After nearly two decades of unresolved disagreement over a major Tobago road construction project, a Trinidad and Tobago High Court judge has delivered a definitive ruling, throwing out a contractor’s $90 million-plus damages claim against the Tobago House of Assembly (THA) and ordering the firm to cover the public body’s legal costs.
The claim was brought by Raghunath Singh and Company Ltd, which was awarded the contract for the L’Anse Fourmi-Charlotteville Road Project back in May 2002 through the Central Tenders Board. The original corrected contract value was set at $34.7 million, excluding value-added tax, with an 18-month timeline for completion. What was meant to be a year-and-a-half project stretched out significantly due to multiple reported delays, and the contractor ultimately fully exited the construction site in March 2007.
That August, the project’s supervising firm Lee Young & Partners issued a Certificate of Provisional Acceptance and certified a final closing payment of just over $1 million. For eight years after this step, the contractor took no formal legal action, only submitting a self-described final account and claim to the THA in May 2015. It then waited another seven and a half years before launching formal court proceedings in November 2022.
In its claim, the contractor argued that the extended delays were not its fault. It pinned responsibility on last-minute design changes ordered by authorities, severe weather events including 2004’s Hurricane Ivan and Tropical Storm Earl, unanticipated escalation in construction materials and labor costs, and additional compliance mandates imposed by the Environmental Management Authority. It demanded more than $27 million in special damages, over $53 million in accumulated interest, pushing the total claimed amount to over $90 million when VAT was included.

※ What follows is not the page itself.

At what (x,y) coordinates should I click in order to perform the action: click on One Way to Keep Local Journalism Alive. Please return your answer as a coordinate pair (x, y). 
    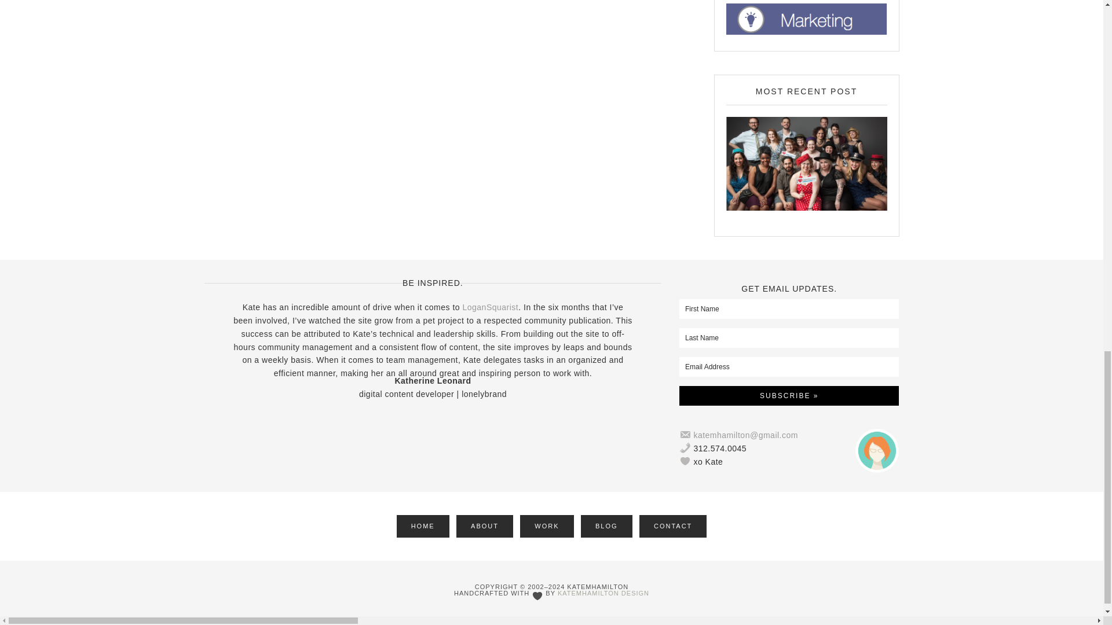
    Looking at the image, I should click on (806, 163).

Delivering his judgment this week, High Court Justice Frank Seepersad left no room for ambiguity, dismissing the entire claim and ordering Raghunath Singh and Company Ltd to pay $636,590.07 in legal fees to the THA.

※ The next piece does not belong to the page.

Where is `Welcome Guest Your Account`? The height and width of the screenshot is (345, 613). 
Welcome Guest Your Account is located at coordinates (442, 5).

Justice Seepersad’s core finding was that the claim was statutorily barred under Trinidad and Tobago’s Limitation of Certain Actions Act, which requires all contractual dispute claims to be filed within a four-year window. He rejected the contractor’s argument that the THA’s failure to issue a formal Final Completion Certificate kept the claim legally active, noting that the law prioritizes timely, diligent action over inaction.
“Contractual mechanisms requiring timely certification and the prompt resolution of disputes exist not merely for administrative convenience but because justice itself is best served when claims are advanced while the underlying facts remain capable of objective verification,” Justice Seepersad wrote in his ruling.

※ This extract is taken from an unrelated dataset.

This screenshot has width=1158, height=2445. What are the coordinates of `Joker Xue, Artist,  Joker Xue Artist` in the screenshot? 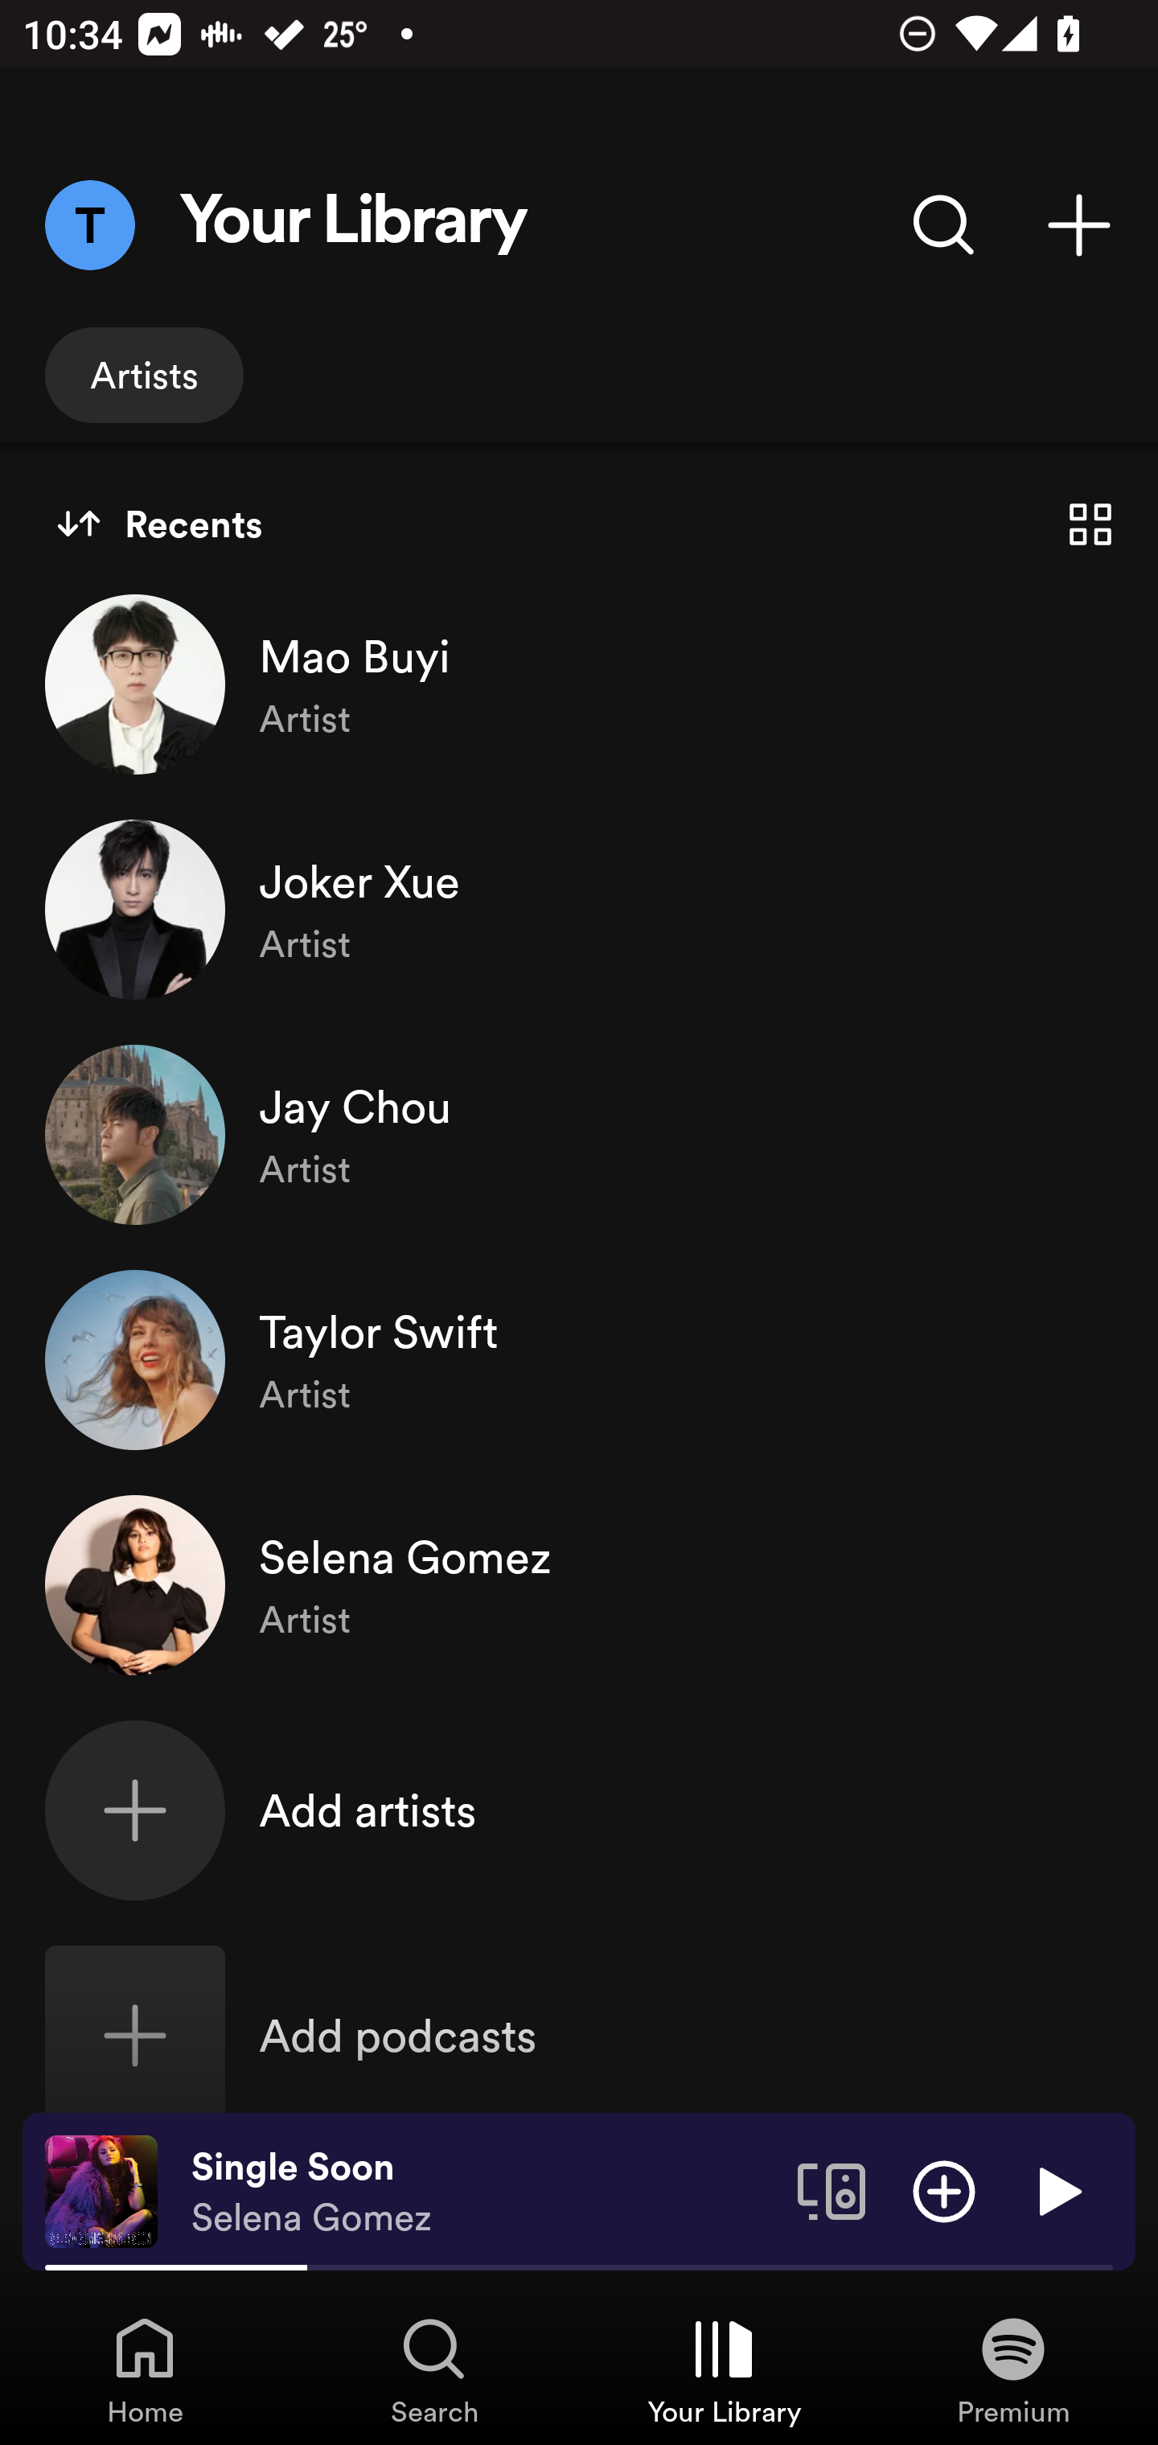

Beyond the statutory limitation, the judge found that the contractor had failed to comply with multiple core procedural requirements laid out in the original construction contract. These included mandates to submit a draft final account statement shortly after project completion and to initiate binding arbitration when disputes first emerged during construction. He stressed that procedural requirements in large construction contracts are not meaningless technicalities, but foundational elements that ensure commercial certainty for all parties.
“Commercial certainty is an indispensable feature of construction contracts,” he said. “Such contracts invariably contain carefully calibrated provisions governing certification, claims, variations, extensions of time and dispute resolution. Those mechanisms are not mere technicalities.”
Justice Seepersad further noted that courts lack the authority to rewrite contractual agreements years after the original work was completed, or to override the terms that commercial parties freely agreed to when entering a contract. “Courts are not at liberty to reconstruct contractual relationships many years after the relevant events have occurred or to substitute broad notions of fairness for the bargain freely entered into by commercial parties. The judicial function is to enforce contracts according to their terms and not to relieve parties from the consequences of failing to invoke the procedures to which they agreed,” he added.
The judge also highlighted that the agreement was a fixed-price contract with no clauses allowing for adjustments due to cost fluctuations, meaning the risk of any unexpected cost increases was explicitly borne by the contractor from the start. He added that the 15-year gap between the project’s completion and the filing of the claim makes a fair, reliable judicial review impossible: over time, witness memories fade, key project documents are lost or misplaced, and the original context of on-site decisions becomes impossible to accurately reconstruct.
Representing the contracting firm were attorneys Peter Taylor, Egon Embrack and Nehanda Samuel, while the THA was represented by a legal team led by Senior Counsel Russell Martineau, with support from Dominique Martineau and Avionne Thomas.